Present Music, Armando Luna
“Graffiti: I. Johann Sebastian Bach” (mp3)
from “Graffiti”
(Innova Recordings)
Present Music, Armando Luna
“Graffiti: I. Johann Sebastian Bach” (mp3)
from “Graffiti”
(Innova Recordings)
From Improvised Communications:
On Friday, May 1st, New York-based saxophonist/composer Michaël Attias will make his Firehouse 12 debut as part of the venue’s ongoing 2009 Spring Jazz Series. Fresh off a two-week stint performing his original live electronic score for the Yale Repertory Theater’s production of Dostoevsky’s “Notes From The Underground” in late March and early April, Attias will return to New Haven with his new quintet. The group expands his longtime trio, Renku, featuring bassist John Hébert and drummer/percussionist Satoshi Takeishi, to include French horn player Mark Taylor and pianist Jacob Sacks.

Reviews of cello-based albums at All About Jazz:
The cello has become somewhat like the bass clarinet in jazz—there are a significant number of practitioners on the instrument, yet it still wears the flag of rarity quite proudly. Even if it hasn’t been prominent, the instrument still has a long history in jazz, most notably beginning with Oscar Pettiford and Calo Scott in the Fifties and continuing with players like Joel Freedman, Abdul Wadud, Muneer Al Fatah, and Alan Silva in the Sixties, Seventies and Eighties. Four recent discs each display absolutely different approaches to the instrument in this music: transplanted New Yorkers Okkyung Lee and Daniel Levin; Vancouverite Peggy Lee’s highly composed octet; and New Hampshire native Tristan Honsinger, a stalwart of European free improvisation since the 1970s, in chamber trio with longtime associate, pianist Alexander von Schlippenbach.
From Tzadik:
Bill Laswell
Invisible Design IIGreg Wall’s Later Prophets
The Kook ProjectGuy Klucevsek
Dancing on the VolcanoTafilalt
Tafilalt
From Free Jazz:
Sunday, April 5, 2009
Cécile Broché & Etienne Bouyer Duo (Igloo, 2008) ***½Saturday, April 4, 2009
AlasNoAxis – Houseplant (Winter & Winter, 2009) ****Friday, April 3, 2009
Michael Bisio Quartet – Live At The Vision Festival XII (Not Two, 2009) ****Thursday, April 2, 2009
Vector Trio – Nomina (CDBaby, 2008) ****
Stephen Drury and others will play in Colorado.

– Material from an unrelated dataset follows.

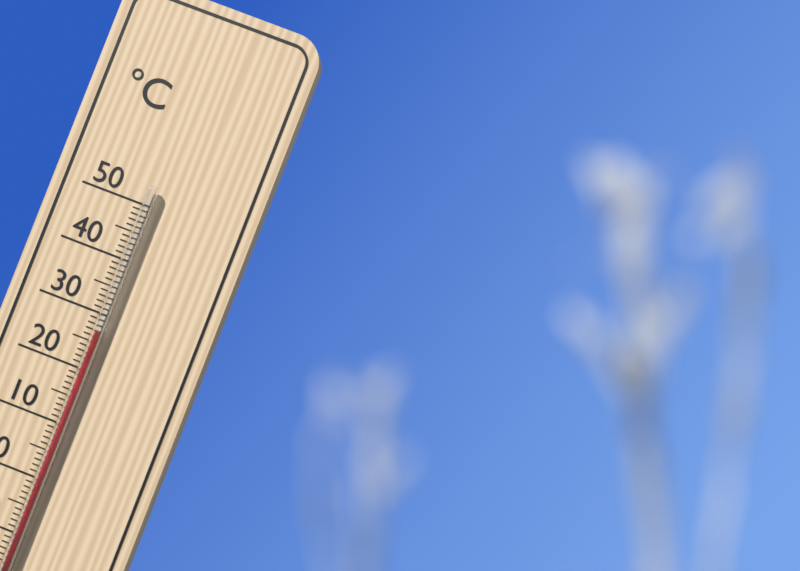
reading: 27 °C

Three nationally and world-renowned musicians who are pushing the envelope of innovation in sounds and harmonies will headline the first Open Space Festival of New Music on the University of Northern Colorado campus next week.
Pianist Stephen Drury, composer Paul Rudy and bouzouki player Roger Landes will perform together and individually next Thursday and Friday between a series of lectures and presentations organized by UNC professors Paul Elwood and Sara Heimbecker.
Drury, the Boston Globe’s 1989 Musician of the Year, has performed or recorded with the American Composers Orchestra, the Cologne Radio Symphony Orchestra, the Vienna Radio Orchestra, the Brooklyn Philharmonic, the Boston Philharmonic, the Boston Pops, the Springfield (Mass.) and Portland (Maine) Symphony Orchestras and the Romanian National Symphony.